Dreaming History

"All men dream: but not equally. Those who dream by night in the dusty recesses of their minds wake in the day to find that it was vanity: but the dreamers of the day are dangerous men, for they may act their dream with open eyes, to make it possible" (T.E. Lawrence, Seven Pillars of Wisdom).

"Our children will sing great songs about us years from now." This daydream belongs to Michael Ledeen, the same fantasist who foresees that "we're going to be obliged to fight a regional war whether we want to or not" with respect to the Middle East. Dreaming on, he adds that "it may turn out to be a war to remake the world."

One doubts that Michael of Mesopotamia will be the subject of a motion picture years hence. Maybe a country song, but not a movie. Unlike Lawrence of Arabia, Mr. Ledeen does his dreaming from behind a desk. Not the stuff of film epics, far less Homeric epics: "Sing, Muse, of the wrath of Rumsfeld"?

Lawrence's "immortal" epic is not a best seller, despite its relevance to recent events: the paperback edition is ranked 1,859th by Amazon US; the two British editions are ranked even lower, with the Penguin version at 8,090th and the budget edition at 2917th. He is handily outsold by the derring-do of fictional adventurers Harry Potter and Tom Clancy's John Clark, the ex-Navy SEAL described in an Amazon review as "embodying the more paranoid sensibilities of the late u201890s" who believes "violent, deadly force to be the best deterrent for terrorism."

Lawrence of Arabia subtitled his book "A Triumph." A scholar, Lawrence almost certainly intended to call up the image of the Roman triumphs, though with what degree of irony we will never know. The "triumph" of liberation the Arabs thought they'd won was illusory, as the British would soon teach them. Lawrence described his initial entry into conquered Damascus thus: "Quite quietly we drove up the long street to the Government buildings on the banks of the Barada. The way was packed with people lined solid on the side-walks, in the road, at the windows and on the balconies or house-tops. Many were crying, a few cheered faintly, some bolder ones cried out our names; but mostly they looked and looked, joy shining in their eyes. A movement like a long sigh from gate to heart of the city, marked our course."
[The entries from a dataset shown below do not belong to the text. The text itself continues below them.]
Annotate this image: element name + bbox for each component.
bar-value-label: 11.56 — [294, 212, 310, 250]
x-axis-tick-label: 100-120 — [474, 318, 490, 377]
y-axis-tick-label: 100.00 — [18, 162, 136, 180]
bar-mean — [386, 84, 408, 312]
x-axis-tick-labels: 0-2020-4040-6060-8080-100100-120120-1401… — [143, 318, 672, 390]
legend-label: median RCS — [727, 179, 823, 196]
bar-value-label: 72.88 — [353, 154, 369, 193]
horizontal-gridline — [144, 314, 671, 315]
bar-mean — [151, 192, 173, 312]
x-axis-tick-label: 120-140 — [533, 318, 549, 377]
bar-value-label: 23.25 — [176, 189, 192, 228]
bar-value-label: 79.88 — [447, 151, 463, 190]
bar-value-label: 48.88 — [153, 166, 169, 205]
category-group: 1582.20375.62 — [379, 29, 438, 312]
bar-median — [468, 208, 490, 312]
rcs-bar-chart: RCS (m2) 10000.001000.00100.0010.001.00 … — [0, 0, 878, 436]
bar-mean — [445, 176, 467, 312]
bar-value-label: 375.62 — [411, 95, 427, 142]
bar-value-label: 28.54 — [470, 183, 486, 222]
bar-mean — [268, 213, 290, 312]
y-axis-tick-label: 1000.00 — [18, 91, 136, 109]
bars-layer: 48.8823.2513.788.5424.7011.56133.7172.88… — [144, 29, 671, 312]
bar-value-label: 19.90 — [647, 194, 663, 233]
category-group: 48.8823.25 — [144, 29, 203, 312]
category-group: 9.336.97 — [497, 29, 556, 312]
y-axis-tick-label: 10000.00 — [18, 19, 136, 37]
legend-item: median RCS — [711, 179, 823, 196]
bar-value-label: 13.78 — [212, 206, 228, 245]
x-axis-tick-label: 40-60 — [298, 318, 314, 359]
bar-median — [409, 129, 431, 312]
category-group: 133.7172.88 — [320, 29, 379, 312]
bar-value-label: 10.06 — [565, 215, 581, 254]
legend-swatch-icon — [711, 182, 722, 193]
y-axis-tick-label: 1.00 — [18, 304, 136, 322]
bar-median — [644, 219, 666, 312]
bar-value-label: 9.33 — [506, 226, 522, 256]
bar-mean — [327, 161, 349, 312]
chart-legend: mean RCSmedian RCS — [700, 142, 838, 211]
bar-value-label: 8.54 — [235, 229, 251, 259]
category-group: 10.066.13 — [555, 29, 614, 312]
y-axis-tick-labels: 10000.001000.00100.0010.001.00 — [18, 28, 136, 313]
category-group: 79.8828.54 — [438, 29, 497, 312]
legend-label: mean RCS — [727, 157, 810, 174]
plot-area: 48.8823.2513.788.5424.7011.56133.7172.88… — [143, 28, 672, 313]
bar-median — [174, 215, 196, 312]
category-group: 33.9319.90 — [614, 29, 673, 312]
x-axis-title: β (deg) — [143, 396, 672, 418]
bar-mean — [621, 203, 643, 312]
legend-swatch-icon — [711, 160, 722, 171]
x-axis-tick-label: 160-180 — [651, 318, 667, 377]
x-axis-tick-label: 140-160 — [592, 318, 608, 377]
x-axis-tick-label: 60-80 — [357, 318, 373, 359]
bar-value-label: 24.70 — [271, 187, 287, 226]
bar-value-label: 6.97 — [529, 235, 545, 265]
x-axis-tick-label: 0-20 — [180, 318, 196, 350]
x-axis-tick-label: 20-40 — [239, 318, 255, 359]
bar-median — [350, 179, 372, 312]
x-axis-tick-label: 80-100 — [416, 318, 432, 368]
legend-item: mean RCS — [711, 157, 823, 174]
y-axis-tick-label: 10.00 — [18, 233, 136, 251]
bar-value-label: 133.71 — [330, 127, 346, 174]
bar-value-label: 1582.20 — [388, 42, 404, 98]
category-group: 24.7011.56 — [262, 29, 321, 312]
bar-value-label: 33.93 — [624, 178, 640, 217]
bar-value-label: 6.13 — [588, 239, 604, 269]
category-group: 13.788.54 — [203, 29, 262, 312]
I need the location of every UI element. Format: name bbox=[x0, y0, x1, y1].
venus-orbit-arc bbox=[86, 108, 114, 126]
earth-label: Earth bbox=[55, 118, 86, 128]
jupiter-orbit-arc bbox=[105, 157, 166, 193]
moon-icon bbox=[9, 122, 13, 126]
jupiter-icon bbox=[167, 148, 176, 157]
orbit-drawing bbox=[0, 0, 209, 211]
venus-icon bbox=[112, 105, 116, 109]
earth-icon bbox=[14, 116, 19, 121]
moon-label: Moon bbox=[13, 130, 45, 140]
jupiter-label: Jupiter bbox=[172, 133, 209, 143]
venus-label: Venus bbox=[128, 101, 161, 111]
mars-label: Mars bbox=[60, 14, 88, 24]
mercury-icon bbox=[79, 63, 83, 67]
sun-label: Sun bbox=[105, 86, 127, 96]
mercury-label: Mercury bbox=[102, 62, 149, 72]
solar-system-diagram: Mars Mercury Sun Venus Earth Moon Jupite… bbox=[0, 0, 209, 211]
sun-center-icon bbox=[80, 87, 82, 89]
Shortly thereafter, the march resumed: "When we came in there had been some miles of people greeting us: now there were thousands for every hundred then. Every man, woman and child in this city of a quarter-million souls seemed in the streets, waiting only the spark of our appearance to ignite their spirits. Damascus went wild with joy. The men tossed off their tarbushes to cheer, the women tore off their veils. Householders threw flowers, hangings, carpets, into the road before us; their wives leaned, screaming with laughter, through the lattices and splashed us with bath-dippers of scent."

Latter-day dreams of an Iraqi populace welcoming their Anglo-American liberators with flowers in their hair and hands failed to materialize in the manner foreseen. There was screaming, to be sure, but not with laughter.
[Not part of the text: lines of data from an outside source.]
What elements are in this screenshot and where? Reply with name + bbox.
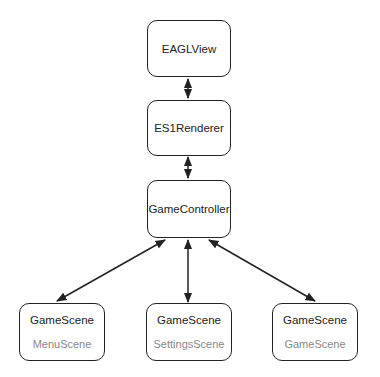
node-gamescene-menu[interactable]: GameScene MenuScene <box>19 303 105 361</box>
node-gamecontroller[interactable]: GameController <box>147 180 231 238</box>
node-title: EAGLView <box>162 43 217 55</box>
node-gamescene-game[interactable]: GameScene GameScene <box>272 303 358 361</box>
node-subtitle: GameScene <box>284 338 345 350</box>
node-title: GameController <box>148 203 229 215</box>
node-subtitle: MenuScene <box>33 338 92 350</box>
edge-controller-scene1 <box>57 240 165 301</box>
node-es1renderer[interactable]: ES1Renderer <box>147 100 231 156</box>
node-eaglview[interactable]: EAGLView <box>147 20 231 77</box>
node-title: GameScene <box>157 314 221 326</box>
edge-controller-scene3 <box>209 240 315 301</box>
node-subtitle: SettingsScene <box>154 338 225 350</box>
node-title: GameScene <box>283 314 347 326</box>
node-title: ES1Renderer <box>154 122 224 134</box>
node-title: GameScene <box>30 314 94 326</box>
node-gamescene-settings[interactable]: GameScene SettingsScene <box>146 303 232 361</box>
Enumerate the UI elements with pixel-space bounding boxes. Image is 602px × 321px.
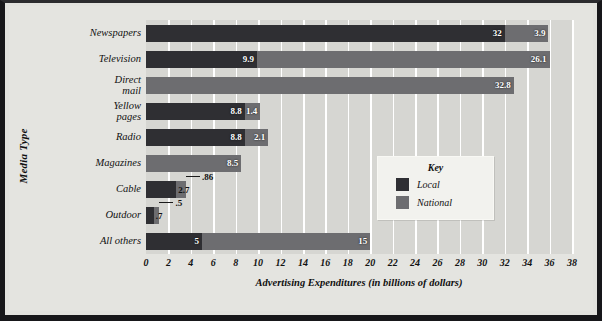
category-label-cable: Cable: [33, 176, 141, 202]
category-label-all-others: All others: [33, 228, 141, 254]
bar-row: 8.5: [146, 155, 572, 172]
category-label-column: NewspapersTelevisionDirectmailYellowpage…: [33, 20, 141, 254]
bar-value-label: 26.1: [531, 54, 547, 64]
bar-segment-national: 3.9: [505, 25, 549, 42]
category-label-television: Television: [33, 46, 141, 72]
x-tick-28: 28: [455, 257, 465, 268]
callout-leader-line: [186, 176, 200, 177]
x-tick-20: 20: [365, 257, 375, 268]
bar-row: 8.82.1: [146, 129, 572, 146]
bar-callout-local: .7: [156, 211, 163, 221]
bar-value-label: 1.4: [246, 106, 257, 116]
bar-segment-national: 32.8: [146, 77, 514, 94]
bar-segment-national: 1.4: [245, 103, 261, 120]
category-label-radio: Radio: [33, 124, 141, 150]
category-label-outdoor: Outdoor: [33, 202, 141, 228]
gridline: [572, 20, 574, 254]
x-tick-2: 2: [166, 257, 171, 268]
bar-segment-national: 2.1: [245, 129, 269, 146]
plot-area: 323.99.926.132.88.81.48.82.18.5.862.7.5.…: [146, 20, 574, 254]
legend-swatch-local-icon: [396, 178, 409, 191]
legend-label-national: National: [417, 197, 452, 208]
x-tick-18: 18: [343, 257, 353, 268]
bar-segment-local: 8.8: [146, 103, 245, 120]
bar-value-label: 2.1: [254, 132, 265, 142]
bar-row: [146, 207, 572, 224]
x-tick-0: 0: [144, 257, 149, 268]
x-tick-14: 14: [298, 257, 308, 268]
bar-value-label: 32: [493, 28, 502, 38]
category-label-newspapers: Newspapers: [33, 20, 141, 46]
bar-value-label: 8.5: [227, 158, 238, 168]
x-tick-12: 12: [276, 257, 286, 268]
x-tick-6: 6: [211, 257, 216, 268]
bar-row: 515: [146, 233, 572, 250]
x-axis-tick-labels: 02468101214161820222426283032343638: [146, 257, 572, 273]
category-label-yellow-pages: Yellowpages: [33, 98, 141, 124]
bar-segment-local: 9.9: [146, 51, 257, 68]
x-tick-36: 36: [545, 257, 555, 268]
x-axis-title: Advertising Expenditures (in billions of…: [146, 277, 572, 288]
bar-segment-local: 32: [146, 25, 505, 42]
legend-swatch-national-icon: [396, 196, 409, 209]
bar-value-label: .86: [202, 172, 213, 182]
bar-value-label: 9.9: [243, 54, 254, 64]
bar-segment-local: 5: [146, 233, 202, 250]
bar-row: 32.8: [146, 77, 572, 94]
legend-title: Key: [378, 162, 493, 173]
bar-segment-national: 15: [202, 233, 370, 250]
y-axis-title: Media Type: [17, 128, 29, 183]
legend-entry-local: Local: [396, 178, 493, 191]
x-tick-38: 38: [567, 257, 577, 268]
x-tick-4: 4: [188, 257, 193, 268]
bar-value-label: .7: [156, 211, 163, 221]
bar-value-label: 8.8: [230, 106, 241, 116]
callout-leader-line: [159, 202, 173, 203]
bar-value-label: 8.8: [230, 132, 241, 142]
bar-callout-national: .5: [159, 198, 182, 208]
bar-value-label: 32.8: [495, 80, 511, 90]
x-tick-8: 8: [233, 257, 238, 268]
x-tick-22: 22: [388, 257, 398, 268]
chart-inner-panel: Media Type NewspapersTelevisionDirectmai…: [9, 6, 593, 311]
bar-row: 8.81.4: [146, 103, 572, 120]
x-tick-24: 24: [410, 257, 420, 268]
bar-row: 9.926.1: [146, 51, 572, 68]
x-tick-10: 10: [253, 257, 263, 268]
bar-row: 323.9: [146, 25, 572, 42]
bar-callout-national: .86: [186, 172, 213, 182]
bar-segment-local: [146, 181, 176, 198]
legend-label-local: Local: [417, 179, 440, 190]
bar-value-label: 3.9: [534, 28, 545, 38]
legend-key-box: Key Local National: [377, 156, 494, 220]
bar-segment-national: 26.1: [257, 51, 550, 68]
bar-value-label: 2.7: [178, 185, 189, 195]
bar-value-label: .5: [175, 198, 182, 208]
bar-segment-local: [146, 207, 154, 224]
bar-value-label: 15: [358, 236, 367, 246]
category-label-magazines: Magazines: [33, 150, 141, 176]
x-tick-26: 26: [432, 257, 442, 268]
x-tick-32: 32: [500, 257, 510, 268]
bar-segment-national: 8.5: [146, 155, 241, 172]
bar-segment-local: 8.8: [146, 129, 245, 146]
bar-value-label: 5: [195, 236, 200, 246]
x-tick-16: 16: [320, 257, 330, 268]
legend-entry-national: National: [396, 196, 493, 209]
x-tick-34: 34: [522, 257, 532, 268]
x-tick-30: 30: [477, 257, 487, 268]
bar-callout-local: 2.7: [178, 185, 189, 195]
chart-frame: Media Type NewspapersTelevisionDirectmai…: [0, 0, 602, 321]
bar-row: [146, 181, 572, 198]
category-label-direct-mail: Directmail: [33, 72, 141, 98]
It must be recalled that Lawrence was with an Arab army, albeit one led in part by an Englishman in Arab dress, a dreamer whose dreams would soon enough turn to nightmares that would haunt him for the rest of his days. The formal, Roman-style "triumph" of the British "liberators" was planned for the following day, because Lawrence (according to his own account) "could not guarantee administrative services until the following day." But it all began to go bad for Lawrence when the Australian (still a British colony back in 1918) General Chauvel indicated he had no intention of saluting the Arab flag as they passed the town hall: "I wanted to make faces at his folly: but… [a]s a compromise, I suggested we leave out the Town Hall, and invent another route, passing… by the Post Office. I meant this as farce, since my patience had broken down." The general made a concession: "In place of an u2018entry' he would make a u2018march through': it meant that instead of going in the middle he would go at the head, or instead of the head, the middle. I forgot, or did not well hear, which: for I should not have cared if he had crawled under or flown over his troops, or split himself to march both sides."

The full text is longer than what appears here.